Abstract

The authors report novel results toward optimizing the electrochemical performance of high vacuum deposited lithium-based all solid-state thin film microbatteries. This study investigated hermetic encapsulation, interfacial lithium formation processes, and the role of Li-blocking and Li-nucleating layers for improved Li-metal plating on copper anodes. Photoresist was found to be an effective temporary encapsulation material, where prior to cycling, well-encapsulated Li-metal full cells yielded a total resistance reduction of nearly two orders of magnitude (282 Ω cm2) and a total capacitance increase of roughly an order of magnitude (1.35 × 10−10 F/cm2) compared with nonencapsulated Li-metal full cells. To accelerate potential failure mechanisms, high stress applied currents were used during the electrochemical formation processes.
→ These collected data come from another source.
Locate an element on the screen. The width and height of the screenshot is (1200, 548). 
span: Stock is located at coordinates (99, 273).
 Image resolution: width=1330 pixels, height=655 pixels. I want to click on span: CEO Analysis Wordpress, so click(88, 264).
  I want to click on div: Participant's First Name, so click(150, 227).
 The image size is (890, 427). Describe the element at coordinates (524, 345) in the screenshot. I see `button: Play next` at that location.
Initial cycles caused high resistance voids to form at the lithium phosphorous oxy-nitride (LiPON)/copper interface of well-encapsulated half cells. Well-encapsulated full cells, in contrast, resulted in a very low resistance composite Li-Cu anode, with a void-free LiPON interface, two orders of magnitude lower resistance (0.43 Ω cm2) and three orders of magnitude higher capacitance (6.56 × 10−8 F/cm2) compared with the half cell. Cycling performance was investigated using both Li-blocking nickel-copper and Li-nucleating gold-copper metal bilayer anodes in 100-μm diameter half cells. Nickel-copper anodes facilitated higher discharge capacity (>9 μAh/cm2) at high charge rates (>12.7 mA/cm2) due to uniform Li-metal plating on blocking electrodes. Low charge rates (<0.7 mA/cm2) displayed low discharge capacity and immediate corrosion of the cell. Gold-copper anodes displayed the opposite effect, showing sustainable cycling, minimal cell corrosion, and a discharge capacity of >6 μAh/cm2 at lower charge rates (∼0.025 mA/cm2). The work expands on fundamentals in understanding the role of the metallic anode encapsulation, interface formation, and charge storage mechanisms with respect to sustainable cell impedance for applications such as solid-state lithium metal microbatteries and microelectrochemical resistance-modulated memory devices.